Any effort to consider or ramp up nuclear energy in a country requires the involvement of all stakeholders to ensure public confidence in all stages of nuclear projects – from mining to R&D, operations, and waste management and disposal. Building trust requires sustained investment in open and transparent dialogue and science communication. Public confidence is not merely a communication issue, but entails complex issues of values, trust, and culture.
The public debate around the future of nuclear energy has picked up in intensity from previous years, when many countries – even those that used nuclear energy – refused to give it much recognition.
Many countries are now counting on or turning to nuclear technology as a key part of their climate change mitigation plans. The NEA will continue to support efforts to ensure a safe, environmentally sound and economic use of nuclear energy, including through active engagement at COP27, which will be held in Egypt in November 2022.

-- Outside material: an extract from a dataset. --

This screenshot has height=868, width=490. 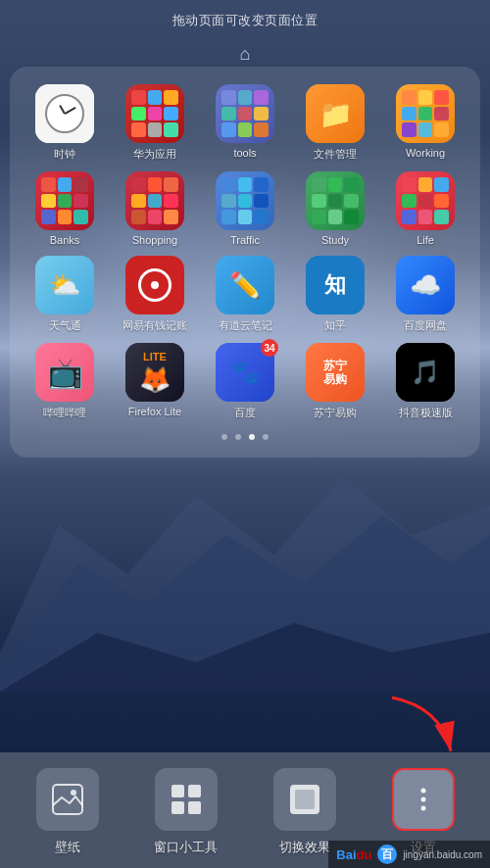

A version of this article has been published previously in NEA News, the biannual publication of the Nuclear Energy Agency.
Resources
NEA (2021a) Climate Change Targets: The Role of Nuclear Energy, OECD Publishing, Paris
NEA (2021b) Small Modular Reactors, OECD Publishing, Paris
NEA (2021c) System Costs of Electricity, OECD Publishing, Paris
NEA (2021d) Long-term Operation of Nuclear Power Plants and Decarbonisation Strategies, OECD Publishing, Paris
IEA (2021) Greenhouse Gas Emissions from Energy, IEA, Paris
Diane Cameron
Head of Nuclear Technology Development and Economics
OECD Nuclear Energy Agency
diane.cameron@oecd-nea.org
www.oecd-nea.org
https://www.linkedin.com/company/oecd-nuclear-energy-agency/
https://www.facebook.com/OECDNuclearEnergyAgency/
https://twitter.com/oecd_nea
Please note, this article will also appear in the eleventh edition of our quarterly publication.